Speaker 1 I'm the hostage now. Yeah, that is true.

Speaker 1 Though, you know, when the Senate's controlled by Democrats and the White House is controlled by Democrats, Fucking around with the debt ceiling was really the only leverage they had.

Speaker 1 I guess we could be headed for a government shutdown now, maybe. I don't know.

Speaker 3 It could be government shutdown because they still have to pass

Speaker 3 the budget deal, as important as it was, doesn't guarantee there's no shutdown, but it could also just be performative bullshit. Like who do they have to impeach, right? What do they have to subpoena?

Speaker 3 I mean, this is how we got.

Speaker 3 It was a similar thing that came on the heels of yet another fiscal deal that led John Boehner to appoint the Benghazi special committee years after every government agency and the Republican House committees had already proven all the conspiracy theories about that tragedy wrong.

Speaker 1 Yeah. Well, everything.
The only only thing people need to know is that the Republican House doesn't want to protect your gas stoves.

Speaker 1 That's what you should know. Despite what they say, they care more about sticking it to Kevin McCarthy, who, as you said, is the hostage.
That's our show for today. Thank you, Jeff Zeitz, for joining.

Speaker 1 Everyone have a fantastic weekend. And Monday night is going to be the next Pod Save America.
We are live in New York City. Alex Wagner is a co-host.
We got Roy Wood Jr.

Speaker 1 We got Tish James and Hillary Clinton. Dan will be there.
John, Tommy, me, we're all going to be there. It's going to be so fun.

Speaker 1 So that show will come out Tuesday morning and it will be recorded Monday night. So we'll talk to you then.
Everyone, have a great weekend. Bye, everyone.

Speaker 1 Pods Dave America is a crooked media production. The executive producer is Michael Martinez.
Our producers are Andy Gardner-Bernstein and Olivia Martinez. It's mixed and edited by Andrew Chadwick.

Speaker 1 Jordan Cantor is our sound engineer with audio support from Kyle Kyle Seglund and Charlotte Landis.

Speaker 1 Thanks to Hallie Kiefer, Madeline Herringer, Ari Schwartz, Andy Taft, and Justine Howe for production support.

Speaker 1 And to our digital team, Elijah Cohn, Phoebe Bradford, Mia Kelman, Ben Hefco, and David Toles.
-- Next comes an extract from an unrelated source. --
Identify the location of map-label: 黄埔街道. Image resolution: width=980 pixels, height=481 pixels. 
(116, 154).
Speaker 1 Subscribe to Pod Save America on YouTube to catch full episodes, exclusive content, and other community events. Find us at youtube.com slash at PodSave America.
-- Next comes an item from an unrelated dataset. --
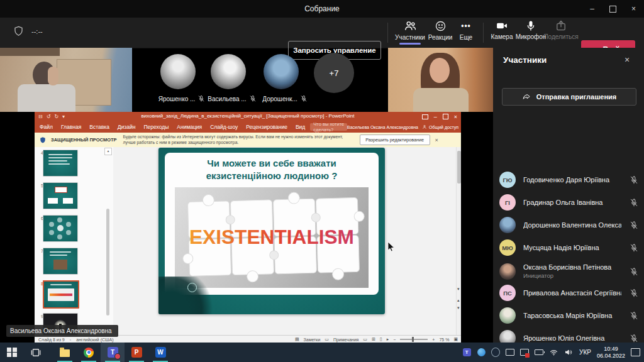 The width and height of the screenshot is (644, 362). I want to click on avatar-name-row: Ярошенко ..., so click(182, 99).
Speaker 1 You know those conversations you play over and over in your head but find really difficult to actually have? That's exactly what the show Death, Sex, and Money is for.
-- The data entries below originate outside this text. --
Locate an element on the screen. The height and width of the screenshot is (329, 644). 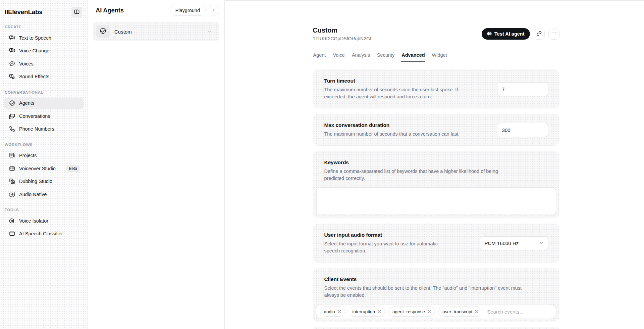
agent-check-icon is located at coordinates (103, 32).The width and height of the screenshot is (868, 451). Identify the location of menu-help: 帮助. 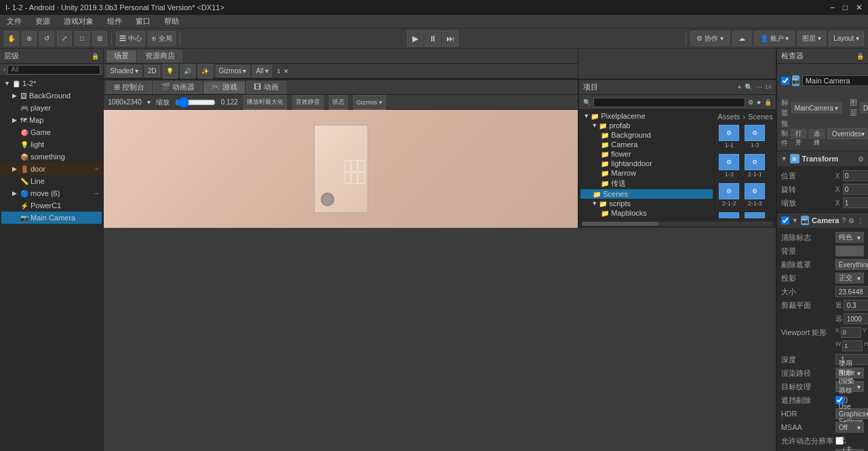
(172, 22).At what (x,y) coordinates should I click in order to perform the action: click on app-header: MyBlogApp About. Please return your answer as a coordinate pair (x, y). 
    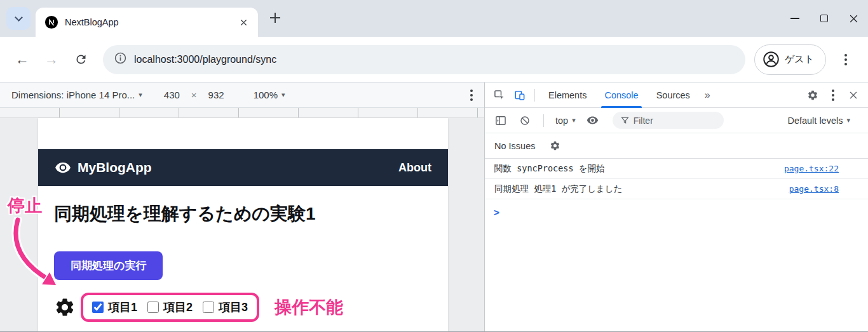
    Looking at the image, I should click on (243, 168).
Speaker 1 It's hosted by Anna Sale, who has surprisingly comfortable conversations with her guests about uncomfortable topics, like the devastating impact the far right could have on a marriage, or how Welsh coal miners led to the invention of Viagra.

Speaker 3 Hmm.

Speaker 1 Some of her guests are famous, some not, and very often they're from the community of listeners, all talking about what we're figuring out as we go along. Those coal miners sure hit the mother load.

Speaker 1 Wow.

Speaker 3 Wow, very good.

Speaker 10 join in and find death sex and money from w nyc studios wherever you listen to podcasts did you know that parents rank financial literacy as the number one most difficult life skill to teach meet greenlight the debit card and money app for families with green light you can set up chores automate allowance and keep an eye on your kids spending with real-time notifications kids learn to earn save and spend wisely and parents can rest easy knowing their kids are learning about money with guardrails in place sign Sign up for Greenlight today at greenlight.com/slash podcast.

Speaker 14 Being an American right now is a wild ride. The headlines come fast, but what do they actually mean for people's lives?

Speaker 14 I'm Alex Wagner, and on my new crooked media podcast, Runaway Country, I'm talking to people across the nation to uncover how political chaos is shaping their everyday realities.

Speaker 14 Join me and some of the smartest thinkers in politics to ask how we take back the reins of a runaway nation.

Speaker 14 Listen to Runaway Country with Alex Wagner every Thursday, wherever you get our podcasts or watch full episodes on YouTube.